We can't tell if any of those other versions would of been better or worse. Those lives are happening, it is true, but you are happening as well, and that is the happening we have to focus on.”
Matt Haig, The Midnight Library

Gregory Boyle
“See how they love one another.” Not a bad gauge of health. “There was no needy person among them.” A better metric would be hard to find. There is one line that stopped me in my tracks: “And awe came upon everyone.” It would seem that, quite possibly, the ultimate measure of health in any community might well reside in our ability to stand in awe at what folks have to carry rather than in judgment at how they carry it.”
Gregory Boyle, Barking to the Choir: The Power of Radical Kinship

Gregory Boyle
“Homeboy receives people; it doesn’t rescue them.

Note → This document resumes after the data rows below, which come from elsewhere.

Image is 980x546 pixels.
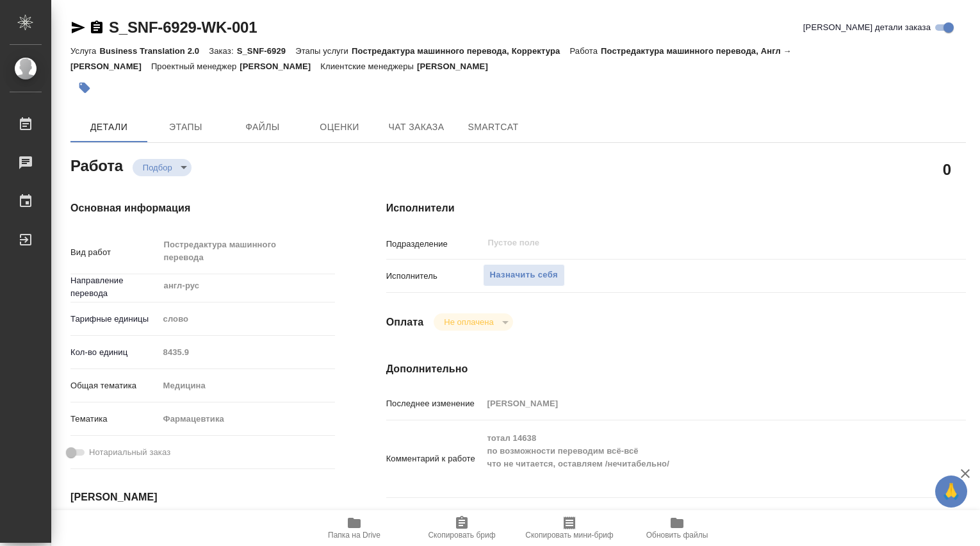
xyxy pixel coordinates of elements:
button: Обновить файлы [624,510,731,546]
h4: Основная информация [71,201,335,216]
button: Подбор [139,162,176,173]
p: Комментарий к работе [386,452,483,465]
span: Этапы [155,120,216,135]
button: Скопировать ссылку [89,20,104,35]
h4: Исполнители [386,201,966,216]
p: Услуга [71,46,99,56]
p: Вид работ [71,247,159,259]
p: [PERSON_NAME] [240,62,320,71]
p: [PERSON_NAME] [417,62,498,71]
h4: [PERSON_NAME] [71,490,335,505]
p: S_SNF-6929 [237,46,296,56]
p: Исполнитель [386,270,483,282]
button: Не оплачена [440,317,497,328]
div: слово [159,308,335,330]
button: Скопировать мини-бриф [516,510,624,546]
p: Тематика [71,413,159,426]
span: Скопировать бриф [428,531,495,539]
button: Назначить себя [483,264,565,286]
input: Пустое поле [483,395,918,413]
p: Заказ: [209,46,237,56]
button: Скопировать бриф [408,510,516,546]
p: Тарифные единицы [71,312,159,325]
p: Последнее изменение [386,397,483,410]
span: Оценки [309,120,370,135]
textarea: тотал 14638 по возможности переводим всё-всё что не читается, оставляем /нечитабельно/ [483,428,918,488]
p: Постредактура машинного перевода, Корректура [352,46,569,56]
h2: 0 [943,159,952,180]
span: [PERSON_NAME] детали заказа [804,21,931,34]
div: Фармацевтика [159,408,335,430]
button: 🙏 [935,476,968,508]
h4: Дополнительно [386,361,966,377]
div: Подбор [133,159,192,177]
span: Нотариальный заказ [89,446,171,459]
button: Добавить тэг [71,74,98,102]
p: Общая тематика [71,379,159,392]
p: Подразделение [386,238,483,251]
p: Этапы услуги [295,46,352,56]
h4: Оплата [386,315,425,330]
p: Направление перевода [71,274,159,300]
span: Обновить файлы [647,531,708,539]
h2: Работа [71,153,123,177]
p: Проектный менеджер [151,62,240,71]
p: Business Translation 2.0 [99,46,209,56]
span: Чат заказа [385,120,447,135]
button: Скопировать ссылку для ЯМессенджера [71,20,86,35]
p: Работа [569,46,601,56]
span: Скопировать мини-бриф [525,531,613,539]
input: Пустое поле [159,343,335,361]
span: Папка на Drive [328,531,381,539]
span: Назначить себя [490,268,558,282]
p: Кол-во единиц [71,346,159,359]
textarea: /Clients/Sanofi/Orders/S_SNF-6929/Translated/S_SNF-6929-WK-001 [483,505,918,527]
p: Клиентские менеджеры [320,62,417,71]
span: Файлы [232,120,294,135]
div: Подбор [433,313,512,331]
div: Медицина [159,375,335,397]
span: 🙏 [941,478,962,505]
button: Папка на Drive [301,510,408,546]
input: Пустое поле [487,235,888,251]
span: Детали [78,120,140,135]
a: S_SNF-6929-WK-001 [109,19,257,36]
span: SmartCat [463,120,524,135]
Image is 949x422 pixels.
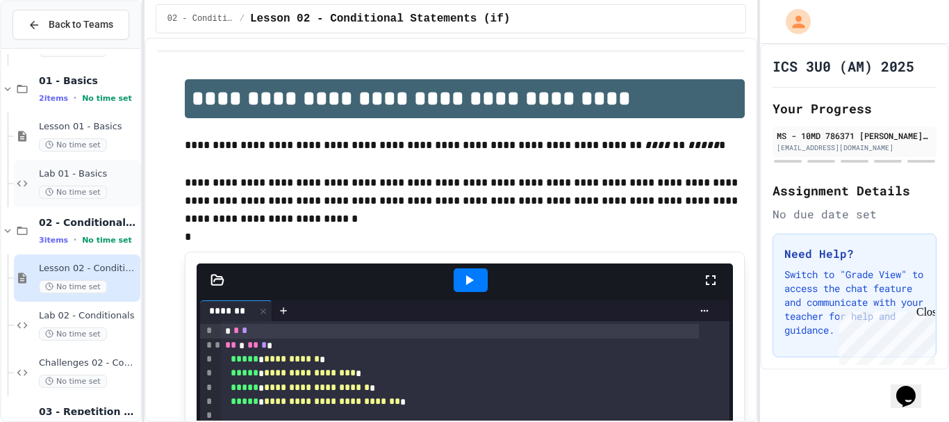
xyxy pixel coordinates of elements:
[39,375,107,388] span: No time set
[785,268,925,337] p: Switch to "Grade View" to access the chat feature and communicate with your teacher for help and ...
[39,236,68,245] span: 3 items
[785,245,925,262] h3: Need Help?
[39,310,138,322] span: Lab 02 - Conditionals
[240,13,245,24] span: /
[773,181,937,200] h2: Assignment Details
[82,94,132,103] span: No time set
[6,6,96,88] div: Chat with us now!Close
[771,6,814,38] div: My Account
[39,216,138,229] span: 02 - Conditional Statements (if)
[39,74,138,87] span: 01 - Basics
[167,13,234,24] span: 02 - Conditional Statements (if)
[834,306,935,365] iframe: chat widget
[74,92,76,104] span: •
[250,10,510,27] span: Lesson 02 - Conditional Statements (if)
[39,263,138,274] span: Lesson 02 - Conditional Statements (if)
[39,138,107,151] span: No time set
[39,121,138,133] span: Lesson 01 - Basics
[74,234,76,245] span: •
[39,405,138,418] span: 03 - Repetition (while and for)
[891,366,935,408] iframe: chat widget
[777,142,933,153] div: [EMAIL_ADDRESS][DOMAIN_NAME]
[13,10,129,40] button: Back to Teams
[39,280,107,293] span: No time set
[39,357,138,369] span: Challenges 02 - Conditionals
[39,186,107,199] span: No time set
[39,327,107,340] span: No time set
[39,94,68,103] span: 2 items
[777,129,933,142] div: MS - 10MD 786371 [PERSON_NAME] SS
[773,206,937,222] div: No due date set
[39,168,138,180] span: Lab 01 - Basics
[49,17,113,32] span: Back to Teams
[773,56,914,76] h1: ICS 3U0 (AM) 2025
[773,99,937,118] h2: Your Progress
[82,236,132,245] span: No time set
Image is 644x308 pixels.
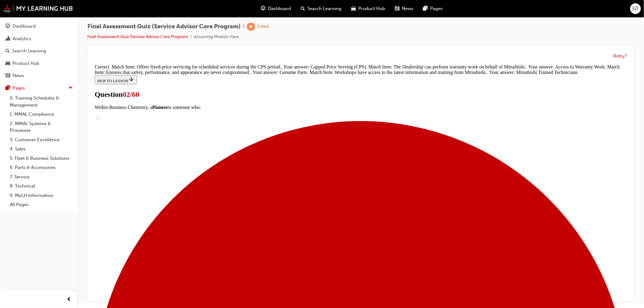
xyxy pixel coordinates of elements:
a: 6. Parts & Accessories [7,163,75,172]
span: search-icon [5,49,10,54]
a: 4. Sales [7,145,75,154]
a: 8. Technical [7,182,75,191]
button: Pages [3,83,75,94]
a: All Pages [7,200,75,209]
span: GT [632,5,639,12]
a: Dashboard [3,20,75,32]
span: news-icon [5,73,10,79]
a: news-iconNews [390,3,418,15]
span: | [243,23,245,30]
a: 3. Customer Excellence [7,135,75,145]
span: Final Assessment Quiz (Service Advisor Core Program) [87,23,240,30]
span: up-icon [68,84,73,92]
a: search-iconSearch Learning [296,3,346,15]
button: GT [631,4,641,14]
div: Dashboard [12,23,35,30]
span: Dashboard [268,5,291,12]
a: pages-iconPages [418,3,447,15]
a: 2. MMAL Systems & Processes [7,119,75,135]
span: car-icon [5,61,10,67]
div: Pages [12,84,25,91]
div: Product Hub [12,60,39,67]
div: News [12,72,24,79]
a: 7. Service [7,172,75,182]
button: DashboardAnalyticsSearch LearningProduct HubNews [3,20,75,83]
span: guage-icon [5,24,10,29]
a: 1. MMAL Compliance [7,110,75,119]
span: SKIP TO LESSON [4,17,43,21]
li: eLearning Module View [194,34,239,41]
a: 9. MyLH Information [7,191,75,201]
button: Retry? [614,52,627,59]
img: mmal [3,4,73,12]
div: Analytics [12,36,31,43]
span: pages-icon [5,85,10,91]
span: pages-icon [423,4,428,12]
a: Product Hub [3,58,75,69]
span: prev-icon [67,296,72,304]
a: Analytics [3,33,75,44]
span: guage-icon [261,4,265,12]
span: News [402,5,413,12]
div: Correct. Match Item: Offers fixed-price servicing for scheduled services during the CPS period.. ... [3,3,535,13]
a: car-iconProduct Hub [346,3,390,15]
span: chart-icon [5,36,10,42]
span: search-icon [301,4,305,12]
span: news-icon [395,4,399,12]
span: learningRecordVerb_FAIL-icon [247,22,255,31]
span: Product Hub [358,5,385,12]
span: Pages [430,5,443,12]
span: car-icon [351,4,356,12]
a: News [3,70,75,82]
button: SKIP TO LESSON [3,13,44,22]
a: guage-iconDashboard [256,3,296,15]
div: Failed [257,24,269,29]
div: Search Learning [12,48,46,54]
a: Search Learning [3,45,75,57]
span: Search Learning [308,5,342,12]
a: Final Assessment Quiz (Service Advisor Core Program) [87,34,188,39]
a: 5. Fleet & Business Solutions [7,154,75,163]
a: 0. Training Schedules & Management [7,93,75,110]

In being received rather than rescued, gang members come to find themselves at home in their own skin.”
Gregory Boyle, Barking to the Choir: The Power of Radical Kinship

Gregory Boyle
“How can someone take my advantage when I’m giving it?”
Gregory Boyle, Barking to the Choir: The Power of Radical Kinship

“Our bodies are telling the stories we have avoided or forgotten how to hear - and sometimes our inability to feel our feelings (the messages that precede the alarm bells) means that our bodies have to scream in order to get some attention.”